Michael Krauss

Krauss

Michael Krauss ended up late for school the day he first heard a group of people speaking a strange language. He was a boy in Cleveland, Ohio, and he happened to walk by as the speakers dug a ditch.

“I pretended to be interested in the work itself, but it was the language that fascinated me so much,” he said in a 2011 interview.

That fascination eventually drew him into a lifelong quest to explore, document and preserve Alaska Native languages. He spent 40 years as a university faculty member before retiring in 2000, though he continued to pursue his passion as an emeritus.

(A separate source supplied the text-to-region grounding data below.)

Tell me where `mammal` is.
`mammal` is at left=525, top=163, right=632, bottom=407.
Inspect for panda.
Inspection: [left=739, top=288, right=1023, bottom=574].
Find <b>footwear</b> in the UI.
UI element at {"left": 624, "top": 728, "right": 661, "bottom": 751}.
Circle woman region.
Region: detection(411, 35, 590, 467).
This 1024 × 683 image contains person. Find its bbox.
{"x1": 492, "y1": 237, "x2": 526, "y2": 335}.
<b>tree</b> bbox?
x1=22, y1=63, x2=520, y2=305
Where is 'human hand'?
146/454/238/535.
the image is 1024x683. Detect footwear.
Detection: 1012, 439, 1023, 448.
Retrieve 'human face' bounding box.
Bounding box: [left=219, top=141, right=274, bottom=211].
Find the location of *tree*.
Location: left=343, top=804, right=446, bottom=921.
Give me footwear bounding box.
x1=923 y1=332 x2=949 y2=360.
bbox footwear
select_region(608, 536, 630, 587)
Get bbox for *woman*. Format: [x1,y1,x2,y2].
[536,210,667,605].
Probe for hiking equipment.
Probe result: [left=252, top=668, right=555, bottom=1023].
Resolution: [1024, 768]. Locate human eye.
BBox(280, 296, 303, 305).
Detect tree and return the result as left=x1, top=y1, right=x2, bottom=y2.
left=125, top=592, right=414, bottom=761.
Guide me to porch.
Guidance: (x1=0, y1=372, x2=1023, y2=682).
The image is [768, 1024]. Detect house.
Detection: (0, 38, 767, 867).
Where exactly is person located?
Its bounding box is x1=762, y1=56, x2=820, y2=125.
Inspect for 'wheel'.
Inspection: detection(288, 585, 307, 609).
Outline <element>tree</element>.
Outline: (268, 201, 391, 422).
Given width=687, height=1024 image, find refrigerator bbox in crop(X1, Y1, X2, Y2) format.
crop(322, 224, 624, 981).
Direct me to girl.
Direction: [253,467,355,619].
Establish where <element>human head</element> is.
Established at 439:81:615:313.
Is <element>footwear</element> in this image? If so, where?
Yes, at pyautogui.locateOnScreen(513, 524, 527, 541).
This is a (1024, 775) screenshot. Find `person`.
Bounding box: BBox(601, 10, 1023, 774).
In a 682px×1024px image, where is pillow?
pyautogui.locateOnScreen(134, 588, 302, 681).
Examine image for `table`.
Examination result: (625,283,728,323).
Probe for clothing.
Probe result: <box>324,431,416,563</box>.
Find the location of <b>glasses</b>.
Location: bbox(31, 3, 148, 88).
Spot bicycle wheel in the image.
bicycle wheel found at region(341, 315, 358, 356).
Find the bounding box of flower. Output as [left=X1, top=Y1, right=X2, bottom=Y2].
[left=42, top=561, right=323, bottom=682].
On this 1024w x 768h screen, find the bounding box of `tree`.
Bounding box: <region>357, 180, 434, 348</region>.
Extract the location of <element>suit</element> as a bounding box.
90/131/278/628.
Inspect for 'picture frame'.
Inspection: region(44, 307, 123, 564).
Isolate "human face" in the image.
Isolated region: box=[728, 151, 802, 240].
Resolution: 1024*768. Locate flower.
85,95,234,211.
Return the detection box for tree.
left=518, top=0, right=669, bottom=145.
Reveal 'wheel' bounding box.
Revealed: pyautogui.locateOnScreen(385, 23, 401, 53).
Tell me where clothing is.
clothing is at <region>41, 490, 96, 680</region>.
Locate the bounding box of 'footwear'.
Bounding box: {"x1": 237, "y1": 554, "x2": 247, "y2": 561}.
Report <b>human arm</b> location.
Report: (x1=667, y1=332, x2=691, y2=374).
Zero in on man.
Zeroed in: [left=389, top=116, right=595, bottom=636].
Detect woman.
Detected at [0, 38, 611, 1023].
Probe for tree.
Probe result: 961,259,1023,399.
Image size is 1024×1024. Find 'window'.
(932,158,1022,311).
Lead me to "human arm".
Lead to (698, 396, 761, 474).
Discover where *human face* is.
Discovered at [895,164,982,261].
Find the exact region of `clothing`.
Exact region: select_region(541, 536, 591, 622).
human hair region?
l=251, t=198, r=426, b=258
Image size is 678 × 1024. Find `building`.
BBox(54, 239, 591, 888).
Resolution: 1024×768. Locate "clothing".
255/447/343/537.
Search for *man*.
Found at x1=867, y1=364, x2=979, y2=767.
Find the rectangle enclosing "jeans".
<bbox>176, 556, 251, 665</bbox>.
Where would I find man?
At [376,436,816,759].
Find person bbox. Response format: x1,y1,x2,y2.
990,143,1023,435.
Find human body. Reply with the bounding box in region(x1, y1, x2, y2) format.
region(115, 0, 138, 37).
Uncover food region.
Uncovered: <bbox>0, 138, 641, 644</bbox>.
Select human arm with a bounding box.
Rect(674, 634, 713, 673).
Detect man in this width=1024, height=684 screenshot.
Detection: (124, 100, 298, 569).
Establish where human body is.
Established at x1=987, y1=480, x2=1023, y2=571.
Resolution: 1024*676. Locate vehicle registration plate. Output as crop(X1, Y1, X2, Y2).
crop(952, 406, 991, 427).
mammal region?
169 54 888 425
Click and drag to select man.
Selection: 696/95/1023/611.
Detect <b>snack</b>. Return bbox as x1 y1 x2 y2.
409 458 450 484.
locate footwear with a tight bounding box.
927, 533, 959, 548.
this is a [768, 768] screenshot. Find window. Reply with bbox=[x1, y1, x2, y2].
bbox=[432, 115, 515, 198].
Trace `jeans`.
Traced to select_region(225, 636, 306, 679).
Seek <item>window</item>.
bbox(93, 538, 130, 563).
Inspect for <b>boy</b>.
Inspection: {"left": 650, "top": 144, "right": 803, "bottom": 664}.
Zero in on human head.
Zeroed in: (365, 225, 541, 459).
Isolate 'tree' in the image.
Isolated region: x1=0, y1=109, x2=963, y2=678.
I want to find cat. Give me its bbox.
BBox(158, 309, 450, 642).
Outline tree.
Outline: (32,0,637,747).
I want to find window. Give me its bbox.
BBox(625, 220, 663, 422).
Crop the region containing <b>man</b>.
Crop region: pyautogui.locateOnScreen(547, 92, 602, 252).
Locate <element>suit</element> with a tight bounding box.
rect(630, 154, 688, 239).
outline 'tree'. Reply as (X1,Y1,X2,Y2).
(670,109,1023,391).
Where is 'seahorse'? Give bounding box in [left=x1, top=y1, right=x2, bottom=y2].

“I was always attracted to languages spoken by the fewer rather than the more people and by the more powerless rather than more powerful,” he said.

Alaska Native languages fit that description well. Across his many decades at UAF, Krauss dug into those languages. In 1972, he convinced Alaska legislators to create the Alaska Native Language Center. He arranged and taught classes. He directed documentation efforts. He edited and published several dictionaries.

Krauss sees languages as reflections of our humanity. “In some ways you could say diversity in language is as essential to our humanity as biodiversity is essential to our survival,” he said in 2011.

But he offers no certain way to retain that diversity, other than by parents speaking constantly with their children in their unique languages. He doesn’t see that happening with most obscure languages, though. He expects that 95 percent will die in this century. 

“I’m trying to be open-minded towards the future because I ain’t got no crystal ball,” he said in 2011. “All I do know is that this will be a fundamental and irreversible change in our existence.”